Less “consulting,” more: building durable systems that survive contact with real organizations.
Data modeling, dashboard strategy, reporting design, and adoption—built to answer real questions, not to look pretty.
Designing “if this, then that” systems that remove manual work, reduce errors, and keep teams moving.
Turning AI features into usable workflows—clear inputs, clear outputs, guardrails, and measurable success criteria.
Helping teams plan migrations with less drama: mapping, validation, and “what breaks when this field changes?”
Running workshops, translating between roles, keeping scope sane, and making sure the work actually lands.
Defining success metrics early and tracking them through go-live, so the value is visible and defensible.
I’ve inherited projects that were off the rails—unclear scope, shaky stakeholder trust, and timelines already on fire— and stabilized them by getting alignment fast, clarifying dependencies, and converting “opinions” into testable requirements.
A common pattern: organizations run on spreadsheet reporting because no one trusts the system outputs. My work tends to be: make the data reliable, make the dashboards honest, and make the story clear enough that people actually adopt it.
AI is easy to demo and harder to operationalize. I focus on the surrounding system: inputs, automation steps, exceptions, reporting, and the “what happens when this fails?” plan.
I’ve led implementations that span multiple products with overlapping timelines—workshops, UAT cycles, migrations, and go-live readiness—where the hard part is less “build the thing” and more “keep all the moving pieces from colliding.”

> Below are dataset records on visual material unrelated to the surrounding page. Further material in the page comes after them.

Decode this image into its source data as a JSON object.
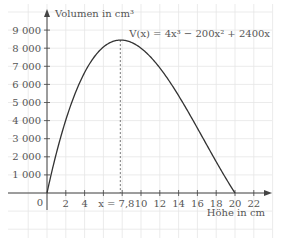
{
  "chart_data": {
    "type": "line",
    "title": "",
    "xlabel": "Höhe in cm",
    "ylabel": "Volumen in cm³",
    "formula": "V(x) = 4x³ − 200x² + 2400x",
    "x_ticks": [
      2,
      4,
      10,
      12,
      14,
      16,
      18,
      20,
      22
    ],
    "x_tick_labels": [
      "2",
      "4",
      "10",
      "12",
      "14",
      "16",
      "18",
      "20",
      "22"
    ],
    "origin_label": "0",
    "y_ticks": [
      1000,
      2000,
      3000,
      4000,
      5000,
      6000,
      7000,
      8000,
      9000
    ],
    "y_tick_labels": [
      "1000",
      "2000",
      "3000",
      "4000",
      "5000",
      "6000",
      "7000",
      "8000",
      "9000"
    ],
    "xlim": [
      -2,
      24
    ],
    "ylim": [
      -1500,
      10000
    ],
    "grid": true,
    "annotation": {
      "label": "x = 7,8",
      "x": 7.8,
      "y": 8450,
      "style": "dashed vertical line to maximum"
    },
    "series": [
      {
        "name": "V(x)",
        "coefficients": {
          "a3": 4,
          "a2": -200,
          "a1": 2400,
          "a0": 0
        },
        "domain": [
          0,
          20
        ],
        "x": [
          0,
          1,
          2,
          3,
          4,
          5,
          6,
          7,
          7.8,
          9,
          10,
          11,
          12,
          13,
          14,
          15,
          16,
          17,
          18,
          19,
          20
        ],
        "values": [
          0,
          2204,
          4032,
          5508,
          6656,
          7500,
          8064,
          8372,
          8450,
          8316,
          8000,
          7524,
          6912,
          6188,
          5376,
          4500,
          3584,
          2652,
          1728,
          836,
          0
        ]
      }
    ],
    "colors": {
      "curve": "#333333",
      "axis": "#444444",
      "grid": "#e6e6e6",
      "text": "#555555"
    }
  }
}
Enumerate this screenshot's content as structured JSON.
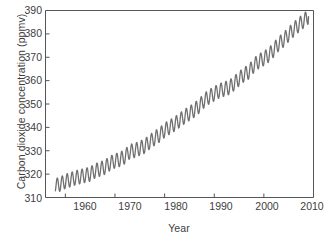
{
  "chart_data": {
    "type": "line",
    "title": "",
    "xlabel": "Year",
    "ylabel": "Carbon dioxide concentration (ppmv)",
    "xlim": [
      1956,
      2010
    ],
    "ylim": [
      310,
      390
    ],
    "xticks": [
      1960,
      1970,
      1980,
      1990,
      2000,
      2010
    ],
    "yticks": [
      310,
      320,
      330,
      340,
      350,
      360,
      370,
      380,
      390
    ],
    "xtick_labels": [
      "1960",
      "1970",
      "1980",
      "1990",
      "2000",
      "2010"
    ],
    "ytick_labels": [
      "310",
      "320",
      "330",
      "340",
      "350",
      "360",
      "370",
      "380",
      "390"
    ],
    "grid": false,
    "legend": "none",
    "series": [
      {
        "name": "Atmospheric CO2 (Mauna Loa monthly mean)",
        "color": "#707070",
        "seasonal_amplitude_ppmv": 3.1,
        "x": [
          1958.0,
          1959.0,
          1960.0,
          1961.0,
          1962.0,
          1963.0,
          1964.0,
          1965.0,
          1966.0,
          1967.0,
          1968.0,
          1969.0,
          1970.0,
          1971.0,
          1972.0,
          1973.0,
          1974.0,
          1975.0,
          1976.0,
          1977.0,
          1978.0,
          1979.0,
          1980.0,
          1981.0,
          1982.0,
          1983.0,
          1984.0,
          1985.0,
          1986.0,
          1987.0,
          1988.0,
          1989.0,
          1990.0,
          1991.0,
          1992.0,
          1993.0,
          1994.0,
          1995.0,
          1996.0,
          1997.0,
          1998.0,
          1999.0,
          2000.0,
          2001.0,
          2002.0,
          2003.0,
          2004.0,
          2005.0,
          2006.0,
          2007.0,
          2008.0,
          2009.0
        ],
        "y": [
          315.0,
          315.8,
          316.9,
          317.6,
          318.4,
          318.9,
          319.5,
          320.0,
          321.4,
          322.2,
          323.0,
          324.6,
          325.7,
          326.3,
          327.5,
          329.7,
          330.2,
          331.1,
          332.0,
          333.8,
          335.4,
          336.8,
          338.8,
          340.1,
          341.4,
          343.0,
          344.6,
          346.0,
          347.4,
          349.2,
          351.6,
          353.1,
          354.4,
          355.6,
          356.4,
          357.1,
          358.8,
          360.8,
          362.6,
          363.8,
          366.6,
          368.3,
          369.5,
          371.0,
          373.2,
          375.8,
          377.5,
          379.8,
          381.9,
          383.8,
          385.6,
          387.4
        ]
      }
    ]
  },
  "axes": {
    "frame_color": "#555555",
    "background": "#ffffff",
    "tick_direction": "in"
  }
}
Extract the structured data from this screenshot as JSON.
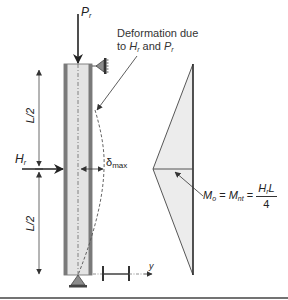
{
  "figure": {
    "type": "beam-column with lateral load and moment diagram",
    "colors": {
      "column_border": "#7a7a7a",
      "column_fill": "#e4e4e4",
      "moment_fill": "#ececec",
      "line": "#333333",
      "bottom_rule": "#444444"
    }
  },
  "labels": {
    "axial_load": {
      "symbol": "P",
      "subscript": "r"
    },
    "lateral_load": {
      "symbol": "H",
      "subscript": "r"
    },
    "half_length_top": "L/2",
    "half_length_bottom": "L/2",
    "deflection": {
      "symbol": "δ",
      "subscript": "max"
    },
    "deformation_note": {
      "line1": "Deformation due",
      "line2_prefix": "to ",
      "line2_H": "H",
      "line2_H_sub": "r",
      "line2_mid": " and ",
      "line2_P": "P",
      "line2_P_sub": "r"
    },
    "moment_equation": {
      "lhs": "M",
      "lhs_sub": "o",
      "eq1": " = ",
      "mid": "M",
      "mid_sub": "nt",
      "eq2": " = ",
      "numerator": "H",
      "numerator_sub": "r",
      "numerator_tail": "L",
      "denominator": "4"
    },
    "axis": "y"
  },
  "icons": {
    "top_support": "pin-support-icon",
    "bottom_support": "pin-support-icon",
    "section": "i-beam-section-icon"
  }
}
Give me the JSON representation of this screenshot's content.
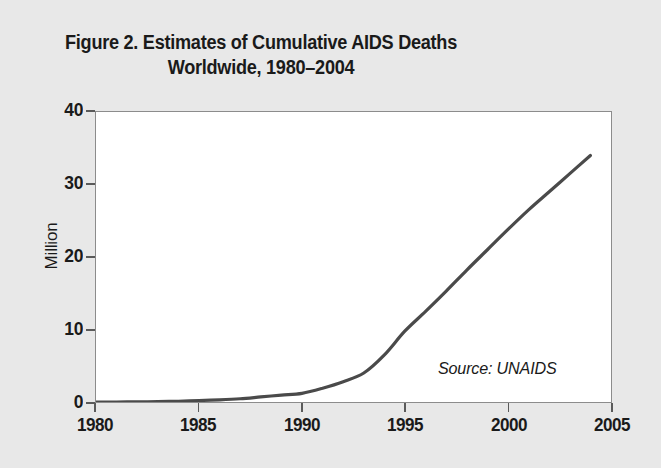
{
  "figure": {
    "title": "Figure 2. Estimates of Cumulative AIDS Deaths\nWorldwide, 1980–2004",
    "background_color": "#e8e8e8",
    "plot_background_color": "#ffffff",
    "frame_color": "#8c8c8c"
  },
  "chart_data": {
    "type": "line",
    "title": "Figure 2. Estimates of Cumulative AIDS Deaths Worldwide, 1980–2004",
    "subtitle": "",
    "xlabel": "",
    "ylabel": "Million",
    "xlim": [
      1980,
      2005
    ],
    "ylim": [
      0,
      40
    ],
    "grid": false,
    "legend": null,
    "annotations": [
      {
        "text": "Source: UNAIDS",
        "position": "inside-lower-right",
        "style": "italic"
      }
    ],
    "xticks": [
      1980,
      1985,
      1990,
      1995,
      2000,
      2005
    ],
    "xtick_labels": [
      "1980",
      "1985",
      "1990",
      "1995",
      "2000",
      "2005"
    ],
    "yticks": [
      0,
      10,
      20,
      30,
      40
    ],
    "ytick_labels": [
      "0",
      "10",
      "20",
      "30",
      "40"
    ],
    "series": [
      {
        "name": "Cumulative AIDS deaths worldwide",
        "color": "#4a4a4a",
        "line_width": 3,
        "x": [
          1980,
          1981,
          1982,
          1983,
          1984,
          1985,
          1986,
          1987,
          1988,
          1989,
          1990,
          1991,
          1992,
          1993,
          1994,
          1995,
          1996,
          1997,
          1998,
          1999,
          2000,
          2001,
          2002,
          2003,
          2004
        ],
        "values": [
          0.0,
          0.0,
          0.02,
          0.05,
          0.1,
          0.2,
          0.3,
          0.45,
          0.7,
          0.95,
          1.2,
          1.9,
          2.8,
          4.0,
          6.5,
          9.8,
          12.5,
          15.3,
          18.2,
          21.0,
          23.8,
          26.5,
          29.0,
          31.5,
          34.0
        ]
      }
    ]
  },
  "axes": {
    "y_title": "Million",
    "source_note": "Source: UNAIDS"
  }
}
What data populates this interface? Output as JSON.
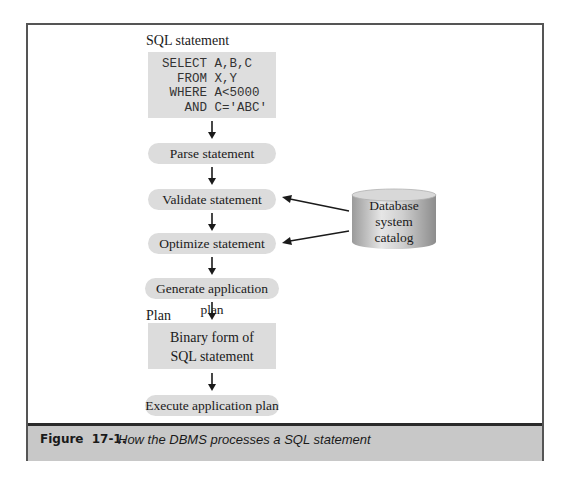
{
  "figure": {
    "number": "Figure 17-1.",
    "caption": "How the DBMS processes a SQL statement"
  },
  "diagram": {
    "sql_label": "SQL statement",
    "sql_lines": [
      "SELECT A,B,C",
      "  FROM X,Y",
      " WHERE A<5000",
      "   AND C='ABC'"
    ],
    "steps": [
      "Parse statement",
      "Validate statement",
      "Optimize statement",
      "Generate application plan"
    ],
    "plan_label": "Plan",
    "plan_box": [
      "Binary form of",
      "SQL statement"
    ],
    "final_step": "Execute application plan",
    "catalog": {
      "lines": [
        "Database",
        "system",
        "catalog"
      ],
      "feeds_into": [
        "Validate statement",
        "Optimize statement"
      ]
    }
  },
  "colors": {
    "box_fill": "#dcdcdc",
    "caption_bar": "#c8c8c8",
    "frame_border": "#555555",
    "text": "#1a1a1a"
  }
}
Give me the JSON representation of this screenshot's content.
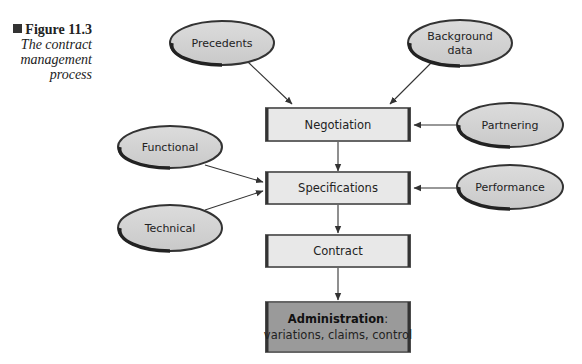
{
  "caption": {
    "figure_label": "Figure 11.3",
    "title_line1": "The contract",
    "title_line2": "management",
    "title_line3": "process"
  },
  "colors": {
    "ellipse_fill": "#d4d4d4",
    "ellipse_border": "#333333",
    "box_fill": "#e8e8e8",
    "box_border": "#555555",
    "admin_fill": "#9a9a9a",
    "arrow": "#333333"
  },
  "process_boxes": [
    {
      "id": "negotiation",
      "label": "Negotiation"
    },
    {
      "id": "specifications",
      "label": "Specifications"
    },
    {
      "id": "contract",
      "label": "Contract"
    },
    {
      "id": "administration",
      "label_bold": "Administration",
      "label_suffix": ":",
      "label_line2": "variations, claims, control"
    }
  ],
  "inputs": [
    {
      "id": "precedents",
      "label": "Precedents",
      "target": "negotiation"
    },
    {
      "id": "background-data",
      "label_line1": "Background",
      "label_line2": "data",
      "target": "negotiation"
    },
    {
      "id": "partnering",
      "label": "Partnering",
      "target": "negotiation"
    },
    {
      "id": "functional",
      "label": "Functional",
      "target": "specifications"
    },
    {
      "id": "technical",
      "label": "Technical",
      "target": "specifications"
    },
    {
      "id": "performance",
      "label": "Performance",
      "target": "specifications"
    }
  ]
}
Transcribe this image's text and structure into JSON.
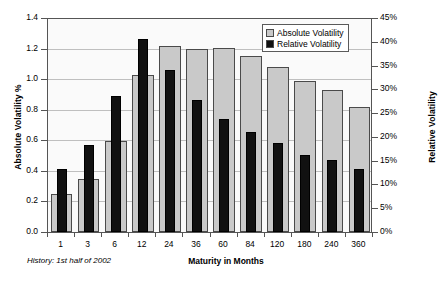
{
  "chart_data": {
    "type": "bar",
    "title": "",
    "subtitle": "",
    "xlabel": "Maturity in Months",
    "ylabel": "Absolute Volatility %",
    "y2label": "Relative Volatility",
    "footnote": "History: 1st half of 2002",
    "categories": [
      "1",
      "3",
      "6",
      "12",
      "24",
      "36",
      "60",
      "84",
      "120",
      "180",
      "240",
      "360"
    ],
    "series": [
      {
        "name": "Absolute Volatility",
        "axis": "left",
        "color": "#c9c9c9",
        "values": [
          0.25,
          0.345,
          0.595,
          1.03,
          1.22,
          1.195,
          1.205,
          1.15,
          1.08,
          0.985,
          0.93,
          0.82
        ]
      },
      {
        "name": "Relative Volatility",
        "axis": "right",
        "color": "#111111",
        "values": [
          13.3,
          18.2,
          28.5,
          40.5,
          34.0,
          27.8,
          23.8,
          21.1,
          18.7,
          16.3,
          15.1,
          13.3
        ]
      }
    ],
    "ylim": [
      0.0,
      1.4
    ],
    "y2lim": [
      0,
      45
    ],
    "yticks": [
      "0.0",
      "0.2",
      "0.4",
      "0.6",
      "0.8",
      "1.0",
      "1.2",
      "1.4"
    ],
    "ytick_values": [
      0.0,
      0.2,
      0.4,
      0.6,
      0.8,
      1.0,
      1.2,
      1.4
    ],
    "y2ticks": [
      "0%",
      "5%",
      "10%",
      "15%",
      "20%",
      "25%",
      "30%",
      "35%",
      "40%",
      "45%"
    ],
    "y2tick_values": [
      0,
      5,
      10,
      15,
      20,
      25,
      30,
      35,
      40,
      45
    ],
    "grid": true,
    "legend_position": "top-right",
    "legend": [
      "Absolute Volatility",
      "Relative Volatility"
    ]
  }
}
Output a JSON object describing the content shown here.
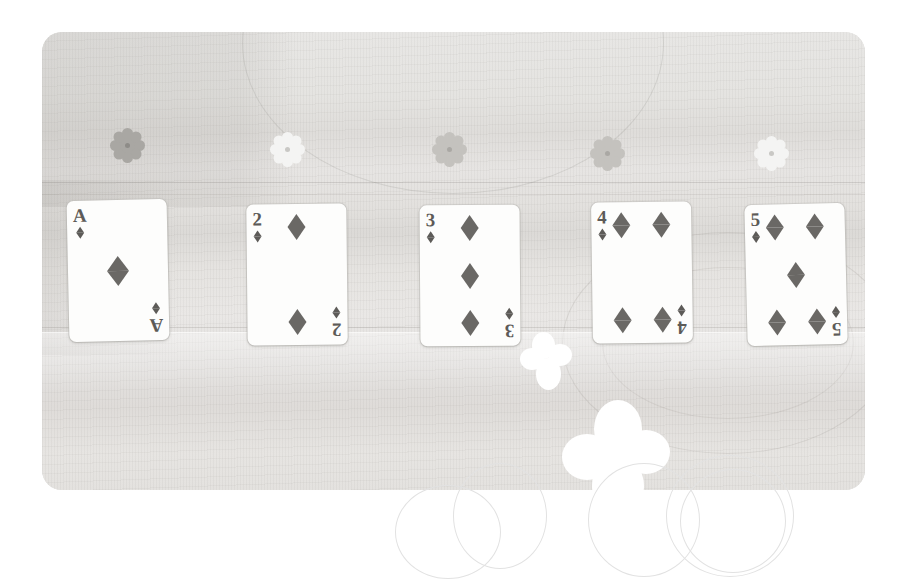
{
  "scene": {
    "description": "Photograph of five diamond playing cards laid on a wooden table with flower-shaped beads above them",
    "background_color": "#ffffff",
    "photo": {
      "surface": "wood table",
      "surface_color": "#e4e3e1",
      "corner_radius": "20px"
    }
  },
  "beads": [
    {
      "id": "bead-1",
      "shape": "flower",
      "color": "#a9a7a3",
      "tone": "dark"
    },
    {
      "id": "bead-2",
      "shape": "flower",
      "color": "#f4f4f3",
      "tone": "light"
    },
    {
      "id": "bead-3",
      "shape": "flower",
      "color": "#c4c2be",
      "tone": "mid"
    },
    {
      "id": "bead-4",
      "shape": "flower",
      "color": "#c4c2be",
      "tone": "mid"
    },
    {
      "id": "bead-5",
      "shape": "flower",
      "color": "#f4f4f3",
      "tone": "light"
    }
  ],
  "cards": [
    {
      "rank": "A",
      "suit": "diamonds",
      "suit_symbol": "♦",
      "count": 1,
      "name": "ace-of-diamonds"
    },
    {
      "rank": "2",
      "suit": "diamonds",
      "suit_symbol": "♦",
      "count": 2,
      "name": "two-of-diamonds"
    },
    {
      "rank": "3",
      "suit": "diamonds",
      "suit_symbol": "♦",
      "count": 3,
      "name": "three-of-diamonds"
    },
    {
      "rank": "4",
      "suit": "diamonds",
      "suit_symbol": "♦",
      "count": 4,
      "name": "four-of-diamonds"
    },
    {
      "rank": "5",
      "suit": "diamonds",
      "suit_symbol": "♦",
      "count": 5,
      "name": "five-of-diamonds"
    }
  ],
  "butterflies": [
    {
      "id": "butterfly-small",
      "fill": "#ffffff",
      "style": "solid"
    },
    {
      "id": "butterfly-large",
      "fill": "#ffffff",
      "style": "solid"
    },
    {
      "id": "butterfly-outline-left",
      "fill": "none",
      "style": "outline"
    },
    {
      "id": "butterfly-outline-right",
      "fill": "none",
      "style": "outline"
    }
  ]
}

If you want the one-line summary: I like building systems that behave consistently over time—especially when humans are involved.
I’m interested in the gap between “AI can do impressive things” and “AI can be trusted inside an organization.” Most failures aren’t about raw capability. They’re about missing context, brittle processes, unclear ownership, and weak feedback loops.
So I build the scaffolding: automation logic, reporting, governance, and measurable success criteria. It’s the same mindset I bring to robotics—sensors and control are nothing without reliability and a clear definition of “working.”
“What exactly are we trying to improve?” If that’s fuzzy, everything downstream gets weird.
Tools don’t deliver value—systems do. People, process, data, feedback loops, ownership.
I’m not “selling services” here—this page just tells a more complete story. But if you’re working on analytics, automation, or AI adoption and want to compare notes, feel free to reach out.